Did you or someone you love play music as a child? If so, you know first hand about how music enriches the lives of children. Here are just a few things we know about the positive impacts of music education:
- Music encourages students to stay in school
- Music helps children understand the multicultural world in which we live
- Music builds self-esteem
- Music contributes to higher test scores by providing core lessons in many subjects:
Music is a Science
Music requires research. It is specific and demands exact acoustics. For instance, a conductor’s full score is a chart or graph, indicating frequencies, intensities, volume changes, melody, and harmony all at once and with exact control of time.
Music is Mathematical
It is rhythmically based on the subdivisions of time into fractions, which must be done instantaneously.
Music is a Foreign Language
The semantics of music is the most complete and universal language. Most of the terms are in Italian, German, or French. The language of music also incorporates notations, which represent a highly developed form of shorthand, using symbols to represent ideas.
Music is History
Music often reflects the environment and times of its creation. From music, children learn lessons about historical events, as well as the ethnic and cultural heritage reflected in the piece.
Music is Physical Education
It requires fantastic coordination of fingers, hands, arms, lip, cheek, and facial muscles. Children who play music also show extraordinary control of the diaphragmatic, back, stomach, and chest muscles, which respond instantly to sounds heard by the ear and interpreted by the mind
Music is Art
It develops insight and creates emotion. Through music, children learn to share their humanism, express thoughts and feelings, and contribute to the infinite and collective spirit we call “life.”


The required output is the complete data, repeated without alteration.
=== SUPPLIED ENTRIES ===
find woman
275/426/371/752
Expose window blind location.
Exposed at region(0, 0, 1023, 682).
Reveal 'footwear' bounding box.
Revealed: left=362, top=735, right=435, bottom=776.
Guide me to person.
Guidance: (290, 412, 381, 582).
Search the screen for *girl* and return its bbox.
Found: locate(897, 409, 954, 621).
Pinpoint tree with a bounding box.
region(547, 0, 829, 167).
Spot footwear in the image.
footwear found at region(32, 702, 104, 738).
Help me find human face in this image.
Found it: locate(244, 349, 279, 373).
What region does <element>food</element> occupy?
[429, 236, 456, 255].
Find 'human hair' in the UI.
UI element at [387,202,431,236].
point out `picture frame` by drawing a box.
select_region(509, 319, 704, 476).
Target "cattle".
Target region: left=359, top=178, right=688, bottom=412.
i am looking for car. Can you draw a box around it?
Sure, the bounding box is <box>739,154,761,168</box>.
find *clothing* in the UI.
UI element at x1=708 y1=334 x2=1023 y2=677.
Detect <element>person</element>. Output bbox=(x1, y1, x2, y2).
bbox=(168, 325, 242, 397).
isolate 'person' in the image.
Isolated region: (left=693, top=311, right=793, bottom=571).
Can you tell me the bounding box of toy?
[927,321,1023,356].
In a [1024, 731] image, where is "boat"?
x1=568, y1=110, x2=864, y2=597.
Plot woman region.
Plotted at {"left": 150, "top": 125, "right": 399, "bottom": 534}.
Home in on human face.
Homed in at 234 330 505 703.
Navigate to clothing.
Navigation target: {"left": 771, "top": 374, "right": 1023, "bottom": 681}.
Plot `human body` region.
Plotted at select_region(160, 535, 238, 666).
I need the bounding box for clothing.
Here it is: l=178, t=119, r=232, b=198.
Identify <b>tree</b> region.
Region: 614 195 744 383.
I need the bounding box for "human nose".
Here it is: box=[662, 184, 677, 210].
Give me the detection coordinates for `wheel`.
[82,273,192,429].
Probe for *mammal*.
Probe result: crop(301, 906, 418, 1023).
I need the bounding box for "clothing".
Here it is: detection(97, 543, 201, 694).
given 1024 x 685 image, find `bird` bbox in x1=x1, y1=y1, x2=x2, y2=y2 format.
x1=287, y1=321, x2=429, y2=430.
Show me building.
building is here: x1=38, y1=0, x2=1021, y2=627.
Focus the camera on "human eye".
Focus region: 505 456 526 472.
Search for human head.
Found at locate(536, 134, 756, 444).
===
**SOLUTION BELOW:**
find woman
275/426/371/752
Expose window blind location.
Exposed at region(0, 0, 1023, 682).
Reveal 'footwear' bounding box.
Revealed: left=362, top=735, right=435, bottom=776.
Guide me to person.
Guidance: (290, 412, 381, 582).
Search the screen for *girl* and return its bbox.
Found: locate(897, 409, 954, 621).
Pinpoint tree with a bounding box.
region(547, 0, 829, 167).
Spot footwear in the image.
footwear found at region(32, 702, 104, 738).
Help me find human face in this image.
Found it: locate(244, 349, 279, 373).
What region does <element>food</element> occupy?
[429, 236, 456, 255].
Find 'human hair' in the UI.
UI element at [387,202,431,236].
point out `picture frame` by drawing a box.
select_region(509, 319, 704, 476).
Target "cattle".
Target region: left=359, top=178, right=688, bottom=412.
i am looking for car. Can you draw a box around it?
Sure, the bounding box is <box>739,154,761,168</box>.
find *clothing* in the UI.
UI element at x1=708 y1=334 x2=1023 y2=677.
Detect <element>person</element>. Output bbox=(x1, y1, x2, y2).
bbox=(168, 325, 242, 397).
isolate 'person' in the image.
Isolated region: (left=693, top=311, right=793, bottom=571).
Can you tell me the bounding box of toy?
[927,321,1023,356].
In a [1024, 731] image, where is "boat"?
x1=568, y1=110, x2=864, y2=597.
Plot woman region.
Plotted at {"left": 150, "top": 125, "right": 399, "bottom": 534}.
Home in on human face.
Homed in at 234 330 505 703.
Navigate to clothing.
Navigation target: {"left": 771, "top": 374, "right": 1023, "bottom": 681}.
Plot `human body` region.
Plotted at select_region(160, 535, 238, 666).
I need the bounding box for clothing.
Here it is: l=178, t=119, r=232, b=198.
Identify <b>tree</b> region.
Region: 614 195 744 383.
I need the bounding box for "human nose".
Here it is: box=[662, 184, 677, 210].
Give me the detection coordinates for `wheel`.
[82,273,192,429].
Probe for *mammal*.
Probe result: crop(301, 906, 418, 1023).
I need the bounding box for "clothing".
Here it is: detection(97, 543, 201, 694).
given 1024 x 685 image, find `bird` bbox in x1=x1, y1=y1, x2=x2, y2=y2 format.
x1=287, y1=321, x2=429, y2=430.
Show me building.
building is here: x1=38, y1=0, x2=1021, y2=627.
Focus the camera on "human eye".
Focus region: 505 456 526 472.
Search for human head.
Found at locate(536, 134, 756, 444).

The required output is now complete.